I’ve been having the weirdest issue with Grails 2.0M1 (nee 1.4M1). My application ran fine with “grails run-app”, but would fail when did a “grails tomcat deploy” and deployed to either Tomcat 6 or Tomcat 7. The error I was getting was…

ERROR  initWebApplicationContext, Context initialization failed
org.springframework.beans.factory.access.BootstrapException: Error executing bootstraps; 
nested exception is java.lang.IllegalStateException: 
Cannot locate GORM API implementation. You either don't have a GORM implementation installed (such as the Hibernate plugin) 
or you are running Grails code outside the context of a Grails application.

Opening up the .war file, I could tell the hibernate plugin wasn’t being included, and having a look at /WEB-INF/grails.xml there was no trace of the line that I was expecting:

<plugin>HibernateGrailsPlugin</plugin>

So… who stripped away my HibernateGrailsPlugin?!?

After much mucking about, I found the source of the problem. It was deep inside  _GrailsWar.groovy. Somewhere around line 209 it filters out plugins based on their dependency tree (to make sure unnecessary testing/runtime plugins don’t live on inside your war). In particular, something in the Hibernate 1.4.0M1 plugin’s dependency graph results in the dependency.isSupportInConfiguration(it) returning “false”, and it getting stripped from the war file.

So it looks like the problem is inside the dependency tree for the Hibernate 1.4.0M1 plugin. A temporary workaround is to hack in a special case inside _GrailsWar.groovy until things are fixed up (insert the second line from the extract below below somewhere around line 209-ish of _GrailsWar.groovy)

def i = configs.any { descriptor.isSupportedInConfiguration(it) }
if (false == i && info.name == "hibernate") i = true
i != null ? i : true

Rerun “grails war” and you’ll see that the hibernate plugin gets package and your grails.xml file reflects that it’s a starter.

I’ll create up a JIRA for this on Monday when I’m back online since I’d like to include the exact steps to replicate since this only seems to affect a few people (if that’s you, I guess you’re just lucky!).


Action item:
Pictures aside, copy every record word for word.

[Source data — start]

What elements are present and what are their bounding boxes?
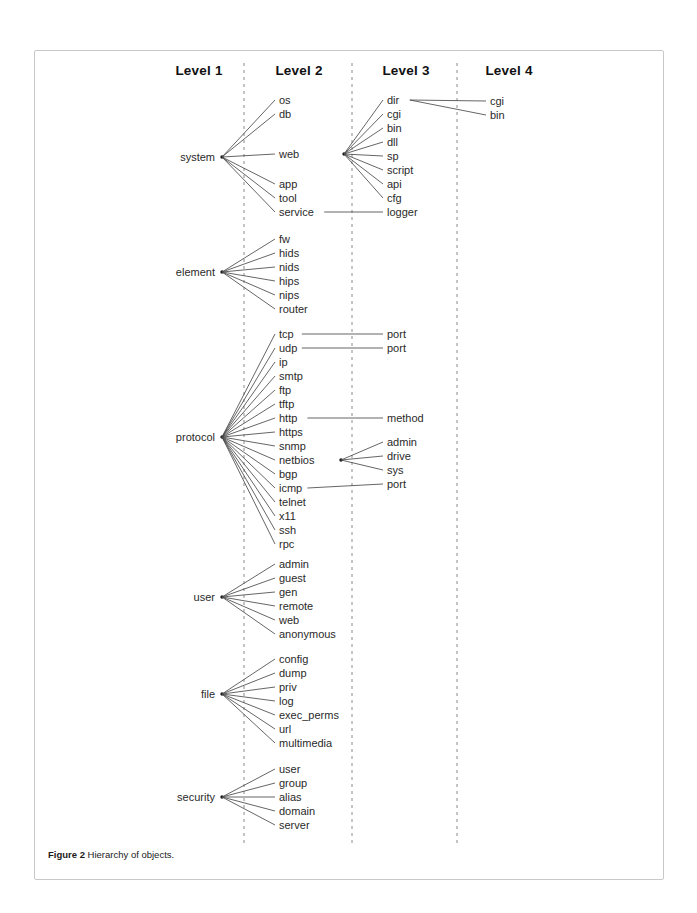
edge-protocol-ssh (222, 437, 275, 530)
node-label-port: port (387, 478, 406, 490)
node-label-sys: sys (387, 464, 404, 476)
node-label-cgi: cgi (387, 108, 401, 120)
node-label-bin: bin (387, 122, 402, 134)
edge-web-script (344, 154, 383, 170)
edge-system-db (222, 114, 275, 157)
root-label-element: element (176, 266, 215, 278)
node-label-exec_perms: exec_perms (279, 709, 339, 721)
edge-element-nips (222, 272, 275, 295)
figure-caption-label: Figure 2 (48, 849, 85, 860)
node-label-service: service (279, 206, 314, 218)
figure-border-box: Level 1Level 2Level 3Level 4systemosdbwe… (34, 50, 664, 880)
node-label-web: web (278, 614, 299, 626)
edge-dir-cgi (410, 100, 486, 101)
node-label-anonymous: anonymous (279, 628, 336, 640)
edge-web-cfg (344, 154, 383, 198)
node-label-server: server (279, 819, 310, 831)
root-label-user: user (194, 591, 216, 603)
figure-page: Level 1Level 2Level 3Level 4systemosdbwe… (0, 0, 697, 913)
root-label-security: security (177, 791, 215, 803)
node-label-smtp: smtp (279, 370, 303, 382)
edge-web-bin (344, 128, 383, 154)
node-label-user: user (279, 763, 301, 775)
node-label-port: port (387, 328, 406, 340)
node-label-l4-cgi: cgi (490, 95, 504, 107)
node-label-url: url (279, 723, 291, 735)
edge-security-domain (222, 797, 275, 811)
edge-netbios-admin (341, 442, 383, 460)
node-label-udp: udp (279, 342, 297, 354)
node-label-drive: drive (387, 450, 411, 462)
column-header-level3: Level 3 (382, 63, 429, 78)
node-label-multimedia: multimedia (279, 737, 333, 749)
edge-file-multimedia (222, 694, 275, 743)
edge-security-user (222, 769, 275, 797)
node-label-fw: fw (279, 233, 290, 245)
node-label-dump: dump (279, 667, 307, 679)
edge-protocol-telnet (222, 437, 275, 502)
node-label-db: db (279, 108, 291, 120)
node-label-x11: x11 (279, 510, 296, 522)
node-label-script: script (387, 164, 413, 176)
node-label-priv: priv (279, 681, 297, 693)
edge-user-web (222, 597, 275, 620)
node-label-cfg: cfg (387, 192, 402, 204)
edge-icmp-port (307, 484, 383, 488)
edge-protocol-rpc (222, 437, 275, 544)
node-label-bgp: bgp (279, 468, 297, 480)
node-label-logger: logger (387, 206, 418, 218)
node-label-dll: dll (387, 136, 398, 148)
edge-protocol-bgp (222, 437, 275, 474)
root-label-file: file (201, 688, 215, 700)
edge-dir-bin (410, 100, 486, 115)
root-label-system: system (180, 151, 215, 163)
node-label-rpc: rpc (279, 538, 295, 550)
edge-element-hips (222, 272, 275, 281)
node-label-netbios: netbios (279, 454, 315, 466)
node-label-hids: hids (279, 247, 300, 259)
node-label-router: router (279, 303, 308, 315)
edge-security-server (222, 797, 275, 825)
node-label-gen: gen (279, 586, 297, 598)
edge-netbios-drive (341, 456, 383, 460)
edge-system-service (222, 157, 275, 212)
node-label-snmp: snmp (279, 440, 306, 452)
edge-system-os (222, 100, 275, 157)
node-label-port: port (387, 342, 406, 354)
node-label-group: group (279, 777, 307, 789)
node-label-domain: domain (279, 805, 315, 817)
node-label-icmp: icmp (279, 482, 302, 494)
column-header-level1: Level 1 (175, 63, 222, 78)
node-label-ip: ip (279, 356, 288, 368)
node-label-web: web (278, 148, 299, 160)
edge-element-router (222, 272, 275, 309)
node-label-admin: admin (387, 436, 417, 448)
node-label-remote: remote (279, 600, 313, 612)
node-label-tcp: tcp (279, 328, 294, 340)
node-label-log: log (279, 695, 294, 707)
edge-protocol-ip (222, 362, 275, 437)
node-label-dir: dir (387, 94, 400, 106)
root-label-protocol: protocol (176, 431, 215, 443)
node-label-nids: nids (279, 261, 300, 273)
figure-caption-text: Hierarchy of objects. (88, 849, 175, 860)
edge-web-sp (344, 154, 383, 156)
column-header-level4: Level 4 (485, 63, 532, 78)
edge-security-group (222, 783, 275, 797)
edge-web-api (344, 154, 383, 184)
edge-user-remote (222, 597, 275, 606)
node-label-http: http (279, 412, 297, 424)
edge-protocol-udp (222, 348, 275, 437)
node-label-sp: sp (387, 150, 399, 162)
node-label-tool: tool (279, 192, 297, 204)
node-label-os: os (279, 94, 291, 106)
node-label-telnet: telnet (279, 496, 306, 508)
node-label-admin: admin (279, 558, 309, 570)
column-header-level2: Level 2 (275, 63, 322, 78)
edge-system-web (222, 154, 275, 157)
edge-netbios-sys (341, 460, 383, 470)
hierarchy-diagram: Level 1Level 2Level 3Level 4systemosdbwe… (35, 51, 665, 881)
node-label-ssh: ssh (279, 524, 296, 536)
edge-user-anonymous (222, 597, 275, 634)
node-label-tftp: tftp (279, 398, 294, 410)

[Source data — finish]

Solution for this task:
What elements are present and what are their bounding boxes?
edge-protocol-ssh (222, 437, 275, 530)
node-label-port: port (387, 478, 406, 490)
node-label-sys: sys (387, 464, 404, 476)
node-label-cgi: cgi (387, 108, 401, 120)
node-label-bin: bin (387, 122, 402, 134)
edge-web-script (344, 154, 383, 170)
edge-system-db (222, 114, 275, 157)
root-label-element: element (176, 266, 215, 278)
node-label-exec_perms: exec_perms (279, 709, 339, 721)
edge-element-nips (222, 272, 275, 295)
figure-caption-label: Figure 2 (48, 849, 85, 860)
node-label-service: service (279, 206, 314, 218)
figure-border-box: Level 1Level 2Level 3Level 4systemosdbwe… (34, 50, 664, 880)
node-label-web: web (278, 614, 299, 626)
edge-dir-cgi (410, 100, 486, 101)
node-label-anonymous: anonymous (279, 628, 336, 640)
edge-web-cfg (344, 154, 383, 198)
node-label-server: server (279, 819, 310, 831)
root-label-user: user (194, 591, 216, 603)
figure-page: Level 1Level 2Level 3Level 4systemosdbwe… (0, 0, 697, 913)
root-label-security: security (177, 791, 215, 803)
node-label-smtp: smtp (279, 370, 303, 382)
edge-web-bin (344, 128, 383, 154)
node-label-user: user (279, 763, 301, 775)
node-label-port: port (387, 328, 406, 340)
node-label-l4-cgi: cgi (490, 95, 504, 107)
node-label-url: url (279, 723, 291, 735)
edge-security-domain (222, 797, 275, 811)
edge-netbios-admin (341, 442, 383, 460)
node-label-udp: udp (279, 342, 297, 354)
node-label-drive: drive (387, 450, 411, 462)
column-header-level3: Level 3 (382, 63, 429, 78)
node-label-multimedia: multimedia (279, 737, 333, 749)
edge-file-multimedia (222, 694, 275, 743)
edge-security-user (222, 769, 275, 797)
node-label-fw: fw (279, 233, 290, 245)
node-label-dump: dump (279, 667, 307, 679)
edge-protocol-telnet (222, 437, 275, 502)
node-label-db: db (279, 108, 291, 120)
node-label-x11: x11 (279, 510, 296, 522)
node-label-script: script (387, 164, 413, 176)
node-label-priv: priv (279, 681, 297, 693)
edge-user-web (222, 597, 275, 620)
node-label-cfg: cfg (387, 192, 402, 204)
edge-icmp-port (307, 484, 383, 488)
edge-protocol-rpc (222, 437, 275, 544)
node-label-bgp: bgp (279, 468, 297, 480)
node-label-logger: logger (387, 206, 418, 218)
node-label-dll: dll (387, 136, 398, 148)
edge-protocol-bgp (222, 437, 275, 474)
root-label-file: file (201, 688, 215, 700)
edge-dir-bin (410, 100, 486, 115)
root-label-system: system (180, 151, 215, 163)
node-label-rpc: rpc (279, 538, 295, 550)
edge-element-hips (222, 272, 275, 281)
node-label-netbios: netbios (279, 454, 315, 466)
node-label-hids: hids (279, 247, 300, 259)
node-label-router: router (279, 303, 308, 315)
edge-security-server (222, 797, 275, 825)
node-label-gen: gen (279, 586, 297, 598)
edge-netbios-drive (341, 456, 383, 460)
edge-system-service (222, 157, 275, 212)
node-label-snmp: snmp (279, 440, 306, 452)
edge-system-os (222, 100, 275, 157)
node-label-port: port (387, 342, 406, 354)
node-label-group: group (279, 777, 307, 789)
node-label-domain: domain (279, 805, 315, 817)
node-label-icmp: icmp (279, 482, 302, 494)
column-header-level1: Level 1 (175, 63, 222, 78)
node-label-ip: ip (279, 356, 288, 368)
node-label-web: web (278, 148, 299, 160)
edge-element-router (222, 272, 275, 309)
node-label-admin: admin (387, 436, 417, 448)
node-label-remote: remote (279, 600, 313, 612)
node-label-tcp: tcp (279, 328, 294, 340)
node-label-log: log (279, 695, 294, 707)
edge-protocol-ip (222, 362, 275, 437)
node-label-dir: dir (387, 94, 400, 106)
root-label-protocol: protocol (176, 431, 215, 443)
node-label-nids: nids (279, 261, 300, 273)
figure-caption-text: Hierarchy of objects. (88, 849, 175, 860)
edge-web-sp (344, 154, 383, 156)
column-header-level4: Level 4 (485, 63, 532, 78)
edge-security-group (222, 783, 275, 797)
edge-web-api (344, 154, 383, 184)
edge-user-remote (222, 597, 275, 606)
node-label-http: http (279, 412, 297, 424)
edge-protocol-udp (222, 348, 275, 437)
node-label-sp: sp (387, 150, 399, 162)
node-label-tool: tool (279, 192, 297, 204)
node-label-os: os (279, 94, 291, 106)
node-label-telnet: telnet (279, 496, 306, 508)
node-label-admin: admin (279, 558, 309, 570)
column-header-level2: Level 2 (275, 63, 322, 78)
edge-system-web (222, 154, 275, 157)
edge-netbios-sys (341, 460, 383, 470)
hierarchy-diagram: Level 1Level 2Level 3Level 4systemosdbwe… (35, 51, 665, 881)
node-label-ssh: ssh (279, 524, 296, 536)
edge-user-anonymous (222, 597, 275, 634)
node-label-tftp: tftp (279, 398, 294, 410)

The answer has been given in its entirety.